My original quest for a decent tomato has led me down an odd path. I started collecting seeds, planting my own tomatoes, selling them and becoming what I'd call a "boutique grower". Noticing my tomatoes grown here in Napa never seemed to really ripen until late August, I thought I'd play around with beans to carry me through until the tomatoes ripened. Now I just grow tomatoes for myself and the rest is history!

 

In 2004, I was picked by the Slow Food Napa Valley convivium as a delegate to the Terra Madre conference of food producers in Torino, Italy, where I met fellow bean growers from around the world. Trading seeds and ideas enabled me to share my enthusiasm about New World foods. I'm also the founder of the newly formed Family Farm League, a grassroots advocacy group that encourages and promotes the growing of food in the otherwise monoculture of wine in the Napa Valley. Rancho Gordo is actively involved with Local Harvest, a massive web resource for small growers and their customers, and a member of the Community Alliance With Family Farms

. Eating, eating, eating in Oaxaca

Press coverage of Rancho Gordo has been plentiful, no doubt in part due to the colorful beans themselves. Recent articles on Rancho Gordo in the Wall Street Journal, Los Angeles Times, Chow, Sunset, Country Home, San Francisco Chronicle, and Chile Pepper have all contributed to the groundswell of interest in heirloom beans.

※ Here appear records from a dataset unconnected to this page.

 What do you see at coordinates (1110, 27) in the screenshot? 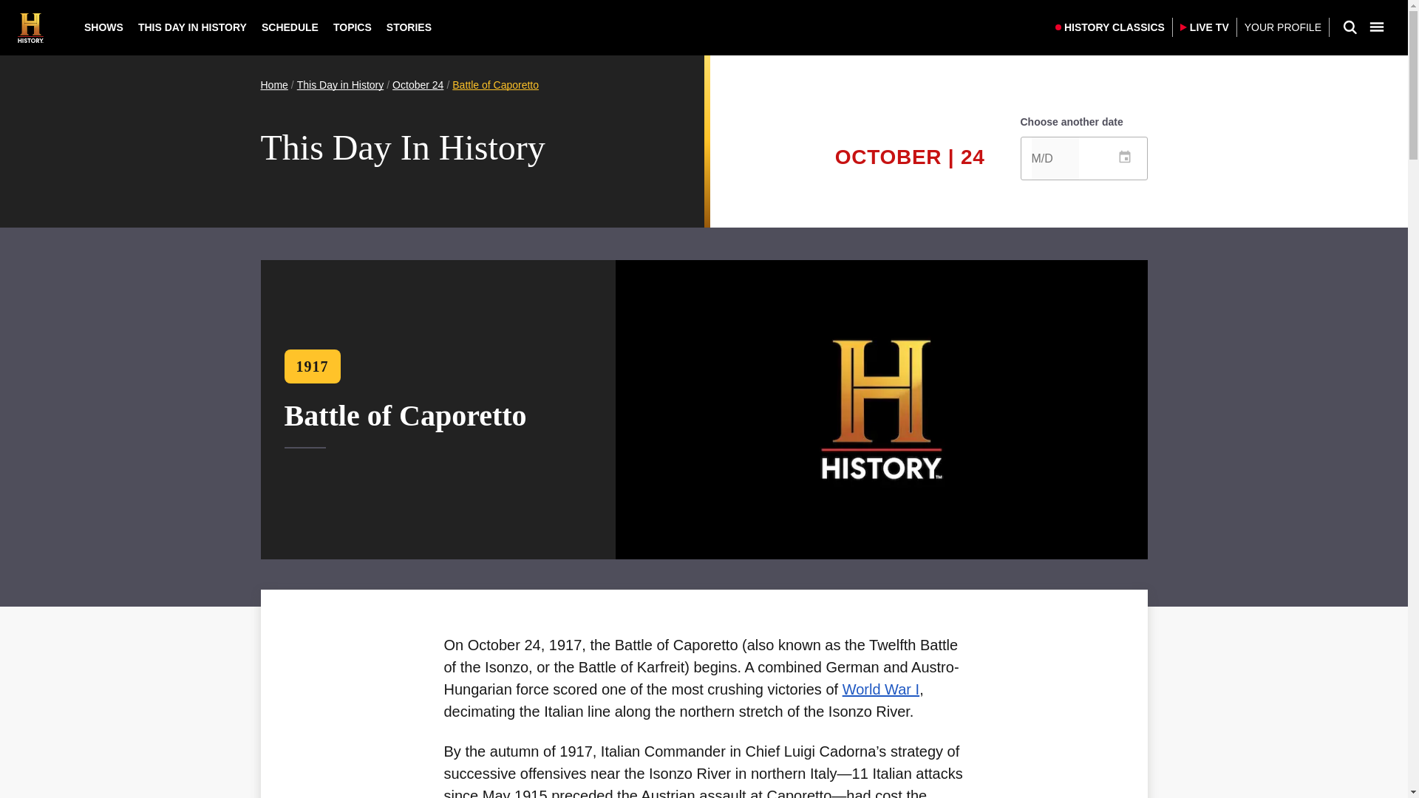
I see `HISTORY CLASSICS` at bounding box center [1110, 27].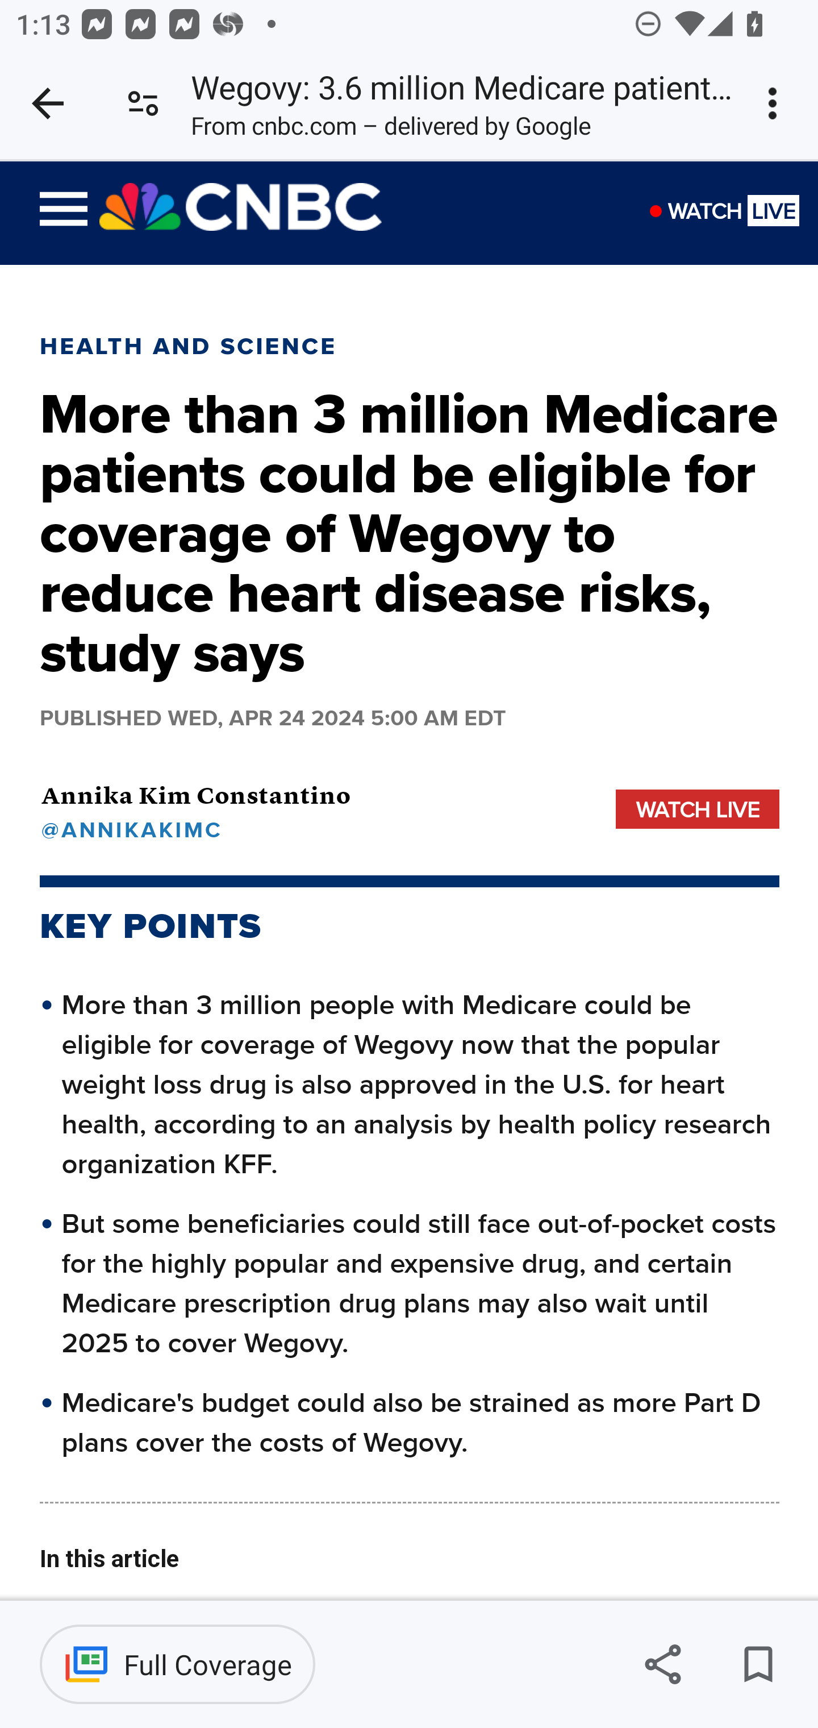  Describe the element at coordinates (698, 808) in the screenshot. I see `WATCH LIVE` at that location.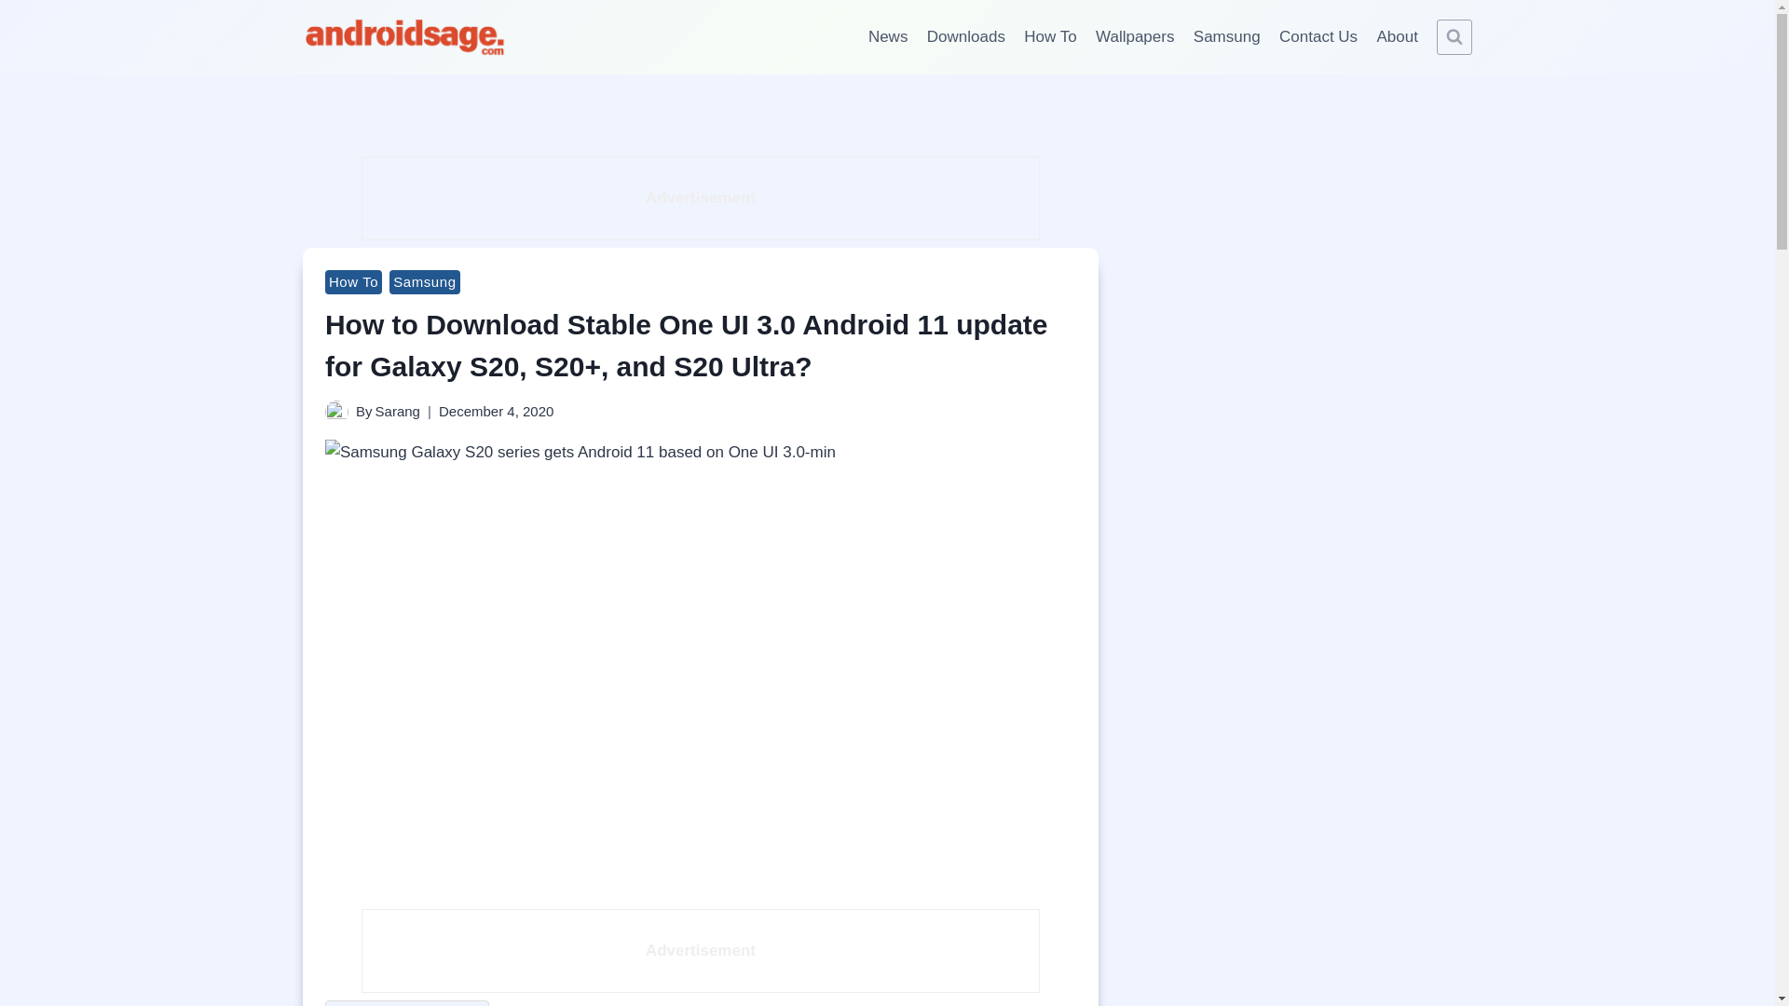 Image resolution: width=1789 pixels, height=1006 pixels. I want to click on Wallpapers, so click(1135, 37).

I'm lucky enough to travel throughout Mexico and Central America searching for unique and rare legumes and herbs. These samples are brought back to Rancho Gordo where they are grown in trial gardens. The resulting yield is either saved for seed or grown on the Sacramento Delta for production. All bean production is in Northern California. Sourcing quinoa and amaranth led me to a cooperative of Bolivian farmers who hand-harvest the Rancho Gordo products.

New World food is exciting, tasty, healthy, romantic, and debatably, easier on the earth. I hope you enjoy cooking with these Rancho Gordo products as much as I enjoy growing and presenting them.